How often should you breathe?

You go right ahead and breathe all you like. You don’t need anyone’s permission. But a singer turned public speaking coach says:

How often should you breathe? At the very least, at the end of every sentence! If you are prone to rushing through your speech or presentation, then practice breathing at every punctuation mark — it will force you to slow down.

As a former opera singer, I know how much breathing affects how a voice sounds. Singers must use deep breathing in order to project a strong voice across a crowded auditorium to reach every single person in the audience. I never thought that this skill would help me once I left the field of opera — until I had to give my first speech. Then, I realized how much my operatic training made me a powerful public speaker.

Now, having taught public speaking and presentation skills for over a decade, I can say with confidence that the ability to harness your breath is one of the most important and least taught areas within public speaking. It’s critical when you’re speaking up in a meeting and it’s crucial when you’re giving a speech or presentation. It’s one of the key elements of executive presence.

Breathing Is the Key to Persuasive Public Speaking – Allison Shapira, Harvard Business Review (30 June 2015)

One of my problems is racing on to the next sentence and the next. It sometimes comes across as enthusiasm and that does get transmitted, but more often it’s just hard to hear what I said. Read the full piece.

It’s not who you know, it’s how they trick you

Earlier this week I was advising some schoolkids on their pitch to a TV company. Last weekend I was directing a group of kids for a show. And in both places, I had the same advice for them:

You are on until it is done

In the case of the show I directed, the group of kids had to act as if they were on stage from the moment the first of their parents arrived. Perfect behaviour, everybody with a job to do, the show has already started. They did it and they were ace.

With the pitching, each group had up to six people all contributing and it’s so hard: once you’ve said your bit and the next person has taken over, you automatically feel relieved that it’s all done. But it isn’t. It is on from the moment you step onto the stage and it is on until the moment you reach the bar. (An age-appropriate bar, obviously.)

I treat interviews the same way. And this week learn the following that makes me glad I do:

When David Cancel interviews potential candidates for engineering jobs at HubSpot, he brings a cup of water into the interview with him. At the end of the meeting, the chief product officer leaves the cup on the table and waits to see what the interviewee does with the garbage. If the person picks up the trash, he is probably a good fit for the job. If he doesn’t, that signals he probably wouldn’t work well on the team.

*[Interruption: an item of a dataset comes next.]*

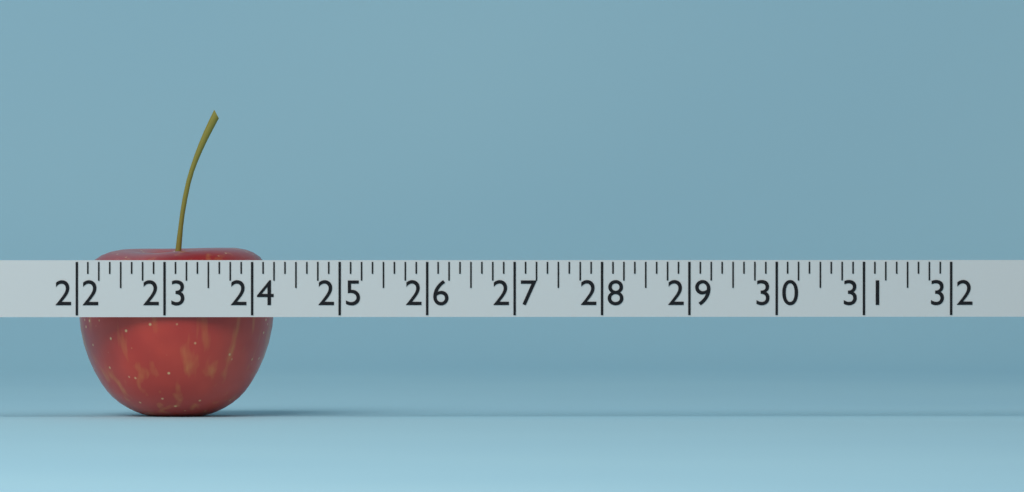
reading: 24.250 (no unit)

It might sound like an unfair trick or gimmick, but Cancel insists that it works. “I’ve tested it over 100 times at this point, and it has always turned out to be pretty accurate for me,” Cancel told Fast Company. “The people who didn’t go and reach to take the cup were always the people who weren’t a great cultural fit.” Since starting at HubSpot in 2011 when HubSpot acquired his startup Performable, he has hired more than 100 of the company’s almost 700 employees.

HubSpot Reveals the Mind Tricks It Uses to See if You’re Right for a Job – Rebecca Greenfield, Fast Company (15 May 2014)

That is the only trick this fella reveals but others in this company-I’ve-never-heard-of-before use and you will quickly glance at the ceiling at some of them. But you’ll also readily understand why they do it and what benefit it gives them. Read the whole piece.